While she’d been prepping the food, he’d all but abandoned her, sitting with Donovan instead. But once the party got started, he’d spent most of that time in her way. Though he’d been elevated to the position of guest, he hadn’t wanted that, and he’d been visibly uncomfortable all night. Finally, he’d found a place in a corner and spent the rest of the evening looking like a hired guard. The more vibrant the party had become, the more he seemed to want an exit.
“You’ve got something on your mind,” she said, knowing that asking if he was okay would get her nothing more than a shrug, if she were lucky.

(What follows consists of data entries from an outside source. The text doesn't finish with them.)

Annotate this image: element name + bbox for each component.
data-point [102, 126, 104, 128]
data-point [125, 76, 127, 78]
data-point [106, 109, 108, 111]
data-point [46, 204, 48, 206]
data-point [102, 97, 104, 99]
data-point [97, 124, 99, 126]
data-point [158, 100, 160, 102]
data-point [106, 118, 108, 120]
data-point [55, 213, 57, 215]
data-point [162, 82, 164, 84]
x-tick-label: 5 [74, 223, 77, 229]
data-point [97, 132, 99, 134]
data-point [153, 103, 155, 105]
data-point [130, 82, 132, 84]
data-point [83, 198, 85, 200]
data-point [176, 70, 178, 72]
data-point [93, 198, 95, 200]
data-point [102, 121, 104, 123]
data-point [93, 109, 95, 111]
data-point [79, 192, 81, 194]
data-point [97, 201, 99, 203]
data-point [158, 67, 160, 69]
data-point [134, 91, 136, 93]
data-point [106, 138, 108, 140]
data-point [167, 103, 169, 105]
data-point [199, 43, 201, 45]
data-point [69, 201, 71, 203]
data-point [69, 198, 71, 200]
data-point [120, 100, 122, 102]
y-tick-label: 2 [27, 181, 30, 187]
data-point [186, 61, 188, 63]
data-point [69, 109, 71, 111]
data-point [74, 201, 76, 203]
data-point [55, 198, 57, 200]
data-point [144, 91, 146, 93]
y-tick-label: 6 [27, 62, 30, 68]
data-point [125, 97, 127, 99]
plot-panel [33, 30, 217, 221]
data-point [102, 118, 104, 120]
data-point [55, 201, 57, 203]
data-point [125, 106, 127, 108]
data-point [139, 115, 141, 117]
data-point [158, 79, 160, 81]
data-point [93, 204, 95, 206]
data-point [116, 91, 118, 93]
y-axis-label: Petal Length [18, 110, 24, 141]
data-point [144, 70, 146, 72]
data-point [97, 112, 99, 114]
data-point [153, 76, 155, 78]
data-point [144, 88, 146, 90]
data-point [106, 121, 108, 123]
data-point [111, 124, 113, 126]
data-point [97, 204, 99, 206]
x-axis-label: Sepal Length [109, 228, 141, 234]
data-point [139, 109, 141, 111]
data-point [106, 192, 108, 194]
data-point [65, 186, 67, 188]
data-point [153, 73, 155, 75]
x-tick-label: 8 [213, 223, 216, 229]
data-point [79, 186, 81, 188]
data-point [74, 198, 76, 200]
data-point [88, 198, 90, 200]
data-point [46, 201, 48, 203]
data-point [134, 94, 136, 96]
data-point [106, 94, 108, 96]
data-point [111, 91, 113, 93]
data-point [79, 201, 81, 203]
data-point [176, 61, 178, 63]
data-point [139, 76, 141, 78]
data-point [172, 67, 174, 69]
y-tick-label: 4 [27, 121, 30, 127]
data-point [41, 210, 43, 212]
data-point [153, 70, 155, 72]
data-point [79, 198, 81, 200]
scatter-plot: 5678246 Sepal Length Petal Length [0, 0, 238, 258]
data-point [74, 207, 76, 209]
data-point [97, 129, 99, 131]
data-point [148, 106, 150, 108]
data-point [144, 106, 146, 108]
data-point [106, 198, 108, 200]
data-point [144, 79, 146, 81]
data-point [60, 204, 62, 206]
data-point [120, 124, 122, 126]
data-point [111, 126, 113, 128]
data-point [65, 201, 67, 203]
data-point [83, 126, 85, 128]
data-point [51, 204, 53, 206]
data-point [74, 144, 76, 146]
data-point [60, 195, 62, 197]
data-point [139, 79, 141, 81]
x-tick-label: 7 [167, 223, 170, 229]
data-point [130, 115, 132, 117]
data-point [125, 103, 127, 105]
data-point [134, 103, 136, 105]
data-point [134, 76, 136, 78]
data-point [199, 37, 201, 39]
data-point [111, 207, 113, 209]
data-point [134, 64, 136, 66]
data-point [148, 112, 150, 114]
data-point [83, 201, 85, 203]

He sighed. “I don’t fit here.”
“What?” She came up from his chest and stared down at him. “What do you mean?” But she knew what he meant. He’d gotten in his head at that stupid party and had felt out of place and alone.
“This life. I don’t fit.”
“Ronin, don’t be stupid.” He scowled at her and tried to push her away, but she pushed him right back. “I mean it. A party at Donovan Winter’s house is not ‘this life.’ That’s work. I was his employee tonight. Our life is here, in this house—the one you say you need. You called it a sanctuary once, remember? What we do out in the world—Mythic, catering fancy parties, your stunt work, your club—that’s out there. In here is where we are, this is where we fit. And baby, we are married now. I’m not letting you go. If standing silently in a corner with your thoughts gets you thinking you don’t fit with me, after everything, then you need to speak more and think less.”

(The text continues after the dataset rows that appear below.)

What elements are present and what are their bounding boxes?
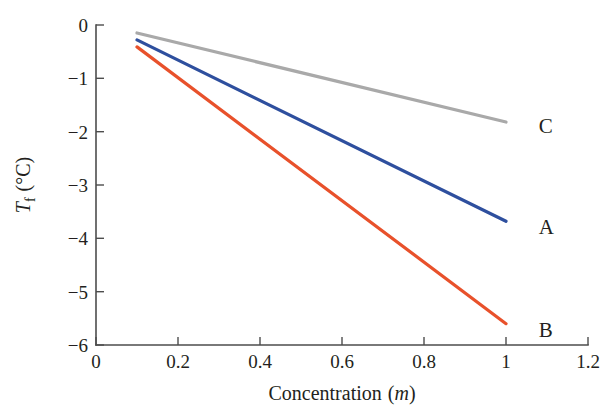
y-tick-label: −1 [68,68,88,89]
freezing-point-depression-chart: 0 −1 −2 −3 −4 −5 −6 0 0.2 0.4 0.6 0.8 1 … [0,0,605,415]
x-tick-label: 0.2 [166,351,190,372]
x-tick-label: 0.6 [330,351,354,372]
y-tick-label: −5 [68,282,88,303]
series-label-b: B [539,318,553,342]
y-tick-label: −6 [68,335,88,356]
series-label-c: C [539,114,553,138]
x-tick-label: 0.4 [248,351,272,372]
y-tick-label: 0 [79,15,89,36]
chart-figure: 0 −1 −2 −3 −4 −5 −6 0 0.2 0.4 0.6 0.8 1 … [0,0,605,415]
x-tick-label: 0.8 [412,351,436,372]
y-tick-label: −2 [68,122,88,143]
y-axis-title-subscript: f [23,197,38,202]
x-tick-label: 1.2 [576,351,600,372]
svg-text:Concentration(m): Concentration(m) [268,382,415,405]
series-label-a: A [539,215,555,239]
x-axis-title-text: Concentration [268,382,381,404]
y-axis-title-unit: (°C) [12,157,35,192]
y-tick-label: −3 [68,175,88,196]
x-axis-title: Concentration(m) [268,382,415,405]
x-axis-title-unit: m [394,382,408,404]
x-tick-label: 1 [501,351,511,372]
x-tick-label: 0 [91,351,101,372]
y-tick-label: −4 [68,228,89,249]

“Watching you, all the weird things you made today, how happy you looked doing it. I can’t live fancy like that.”
They were having probably the dumbest argument she could have imagined. It was all she could do not to roll her eyes at him. “The fact that I can serve pretty food doesn’t make me fancy, it makes me talented.” She sat up and cradled his face in her hands. “I am your little hippie chick. I always will be. And I will make you bacon and eggs and biscuits and meatloaf and potatoes and whatever you want. Here, in our house, where we’re us.”

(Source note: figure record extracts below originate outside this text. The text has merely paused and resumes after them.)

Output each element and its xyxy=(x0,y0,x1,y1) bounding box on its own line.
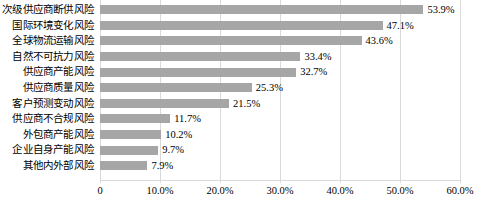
bar-value-label: 25.3% xyxy=(256,80,283,96)
bar-row: 外包商产能风险10.2% xyxy=(0,127,477,143)
x-axis: 010.0%20.0%30.0%40.0%50.0%60.0% xyxy=(0,180,477,212)
category-label: 国际环境变化风险 xyxy=(0,18,94,34)
x-tick-label: 40.0% xyxy=(326,185,353,196)
bar[interactable] xyxy=(100,99,229,108)
x-tick-mark-50 xyxy=(400,180,401,183)
bar-row: 供应商质量风险25.3% xyxy=(0,80,477,96)
bar-value-label: 7.9% xyxy=(151,158,173,174)
x-tick-mark-40 xyxy=(340,180,341,183)
bar[interactable] xyxy=(100,83,252,92)
category-label: 其他内外部风险 xyxy=(0,158,94,174)
x-tick-label: 60.0% xyxy=(446,185,473,196)
x-tick-mark-60 xyxy=(460,180,461,183)
x-tick-mark-30 xyxy=(280,180,281,183)
category-label: 供应商产能风险 xyxy=(0,64,94,80)
x-tick-mark-10 xyxy=(160,180,161,183)
bar-value-label: 11.7% xyxy=(174,111,201,127)
x-tick-label: 20.0% xyxy=(206,185,233,196)
bar[interactable] xyxy=(100,161,147,170)
chart-screenshot: 次级供应商断供风险53.9%国际环境变化风险47.1%全球物流运输风险43.6%… xyxy=(0,0,477,212)
bar-value-label: 33.4% xyxy=(304,49,331,65)
x-tick-label: 50.0% xyxy=(386,185,413,196)
bar[interactable] xyxy=(100,52,300,61)
bar[interactable] xyxy=(100,21,383,30)
bar[interactable] xyxy=(100,114,170,123)
bar-row: 供应商不合规风险11.7% xyxy=(0,111,477,127)
bar-row: 企业自身产能风险9.7% xyxy=(0,142,477,158)
bar[interactable] xyxy=(100,146,158,155)
bar-value-label: 43.6% xyxy=(366,33,393,49)
x-tick-mark-20 xyxy=(220,180,221,183)
x-tick-mark-0 xyxy=(100,180,101,183)
bar-row: 其他内外部风险7.9% xyxy=(0,158,477,174)
category-label: 供应商不合规风险 xyxy=(0,111,94,127)
bar-value-label: 21.5% xyxy=(233,96,260,112)
bar-rows: 次级供应商断供风险53.9%国际环境变化风险47.1%全球物流运输风险43.6%… xyxy=(0,0,477,180)
bar[interactable] xyxy=(100,5,423,14)
bar-value-label: 9.7% xyxy=(162,142,184,158)
bar-value-label: 10.2% xyxy=(165,127,192,143)
bar[interactable] xyxy=(100,68,296,77)
bar[interactable] xyxy=(100,36,362,45)
category-label: 全球物流运输风险 xyxy=(0,33,94,49)
bar-value-label: 53.9% xyxy=(427,2,454,18)
bar-row: 全球物流运输风险43.6% xyxy=(0,33,477,49)
x-tick-label: 10.0% xyxy=(146,185,173,196)
bar-value-label: 47.1% xyxy=(387,18,414,34)
bar-row: 次级供应商断供风险53.9% xyxy=(0,2,477,18)
category-label: 客户预测变动风险 xyxy=(0,96,94,112)
category-label: 供应商质量风险 xyxy=(0,80,94,96)
x-tick-label: 0 xyxy=(97,185,102,196)
bar-value-label: 32.7% xyxy=(300,64,327,80)
bar-row: 自然不可抗力风险33.4% xyxy=(0,49,477,65)
bar[interactable] xyxy=(100,130,161,139)
category-label: 外包商产能风险 xyxy=(0,127,94,143)
category-label: 自然不可抗力风险 xyxy=(0,49,94,65)
x-tick-label: 30.0% xyxy=(266,185,293,196)
category-label: 企业自身产能风险 xyxy=(0,142,94,158)
bar-row: 供应商产能风险32.7% xyxy=(0,64,477,80)
bar-row: 国际环境变化风险47.1% xyxy=(0,18,477,34)
bar-row: 客户预测变动风险21.5% xyxy=(0,96,477,112)
category-label: 次级供应商断供风险 xyxy=(0,2,94,18)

She settled back on his chest. “You’re stretching, Roe. Now you’re just looking for reasons not to settle in. What’s really going on in that head?”
He didn’t answer, and Lorraine decided not to push him. No amount of pushing would get him to say what he wasn’t ready to say.
When he did speak, his voice was so low that she didn’t make out his words clearly. She lay where she was and replayed them until she understood.
“I’m afraid,” he’d said.
Surprised—Ronin didn’t admit fear—she lifted up again so she could see his face. “Of what?”
His only answer was a shake of his head.
So she said the only thing she could think to say. “Do you love me?”
“Yes. Always.”
“I love you. I’m here, no matter what. I’m your wife, no matter what. We fit together, no matter what.”
He stared at her for a few seconds more; then, in lieu of speaking, he rolled her to her back and showed her that he knew exactly how they fit together.
CHAPTER TWENTY-ONE
Connor sat in the President’s office. He’d worn the flash for nearly a month, but he hadn’t made a single change to the office that had been his father’s since the charter started.
The door was open when Ronin walked up to it, but Connor didn’t notice him there. He sat at the desk, his head propped on one hand. He looked like he was reading on his tablet, but he was so still, Ronin wondered if
he was seeing anything at all. He seemed lost in thought.
Ronin knocked on the open door, and Connor looked up. “Hey, brother. What’s up?”
“Got a minute?”
Connor cocked an eyebrow at the idea that Ronin wanted to have a talk, then turned in his chair and gestured toward the leather sofa with the Harley-Davidson logo stamped in the back. “Sure. Have a seat.”
Ronin came in and sat. Then he didn’t know what to say, how to start.
After a few seconds, Connor grinned. “Just here to take a load off, Roe?”
Returning the smile, Ronin shook his head. “No.” He sighed and just said it. “I think my time is done.”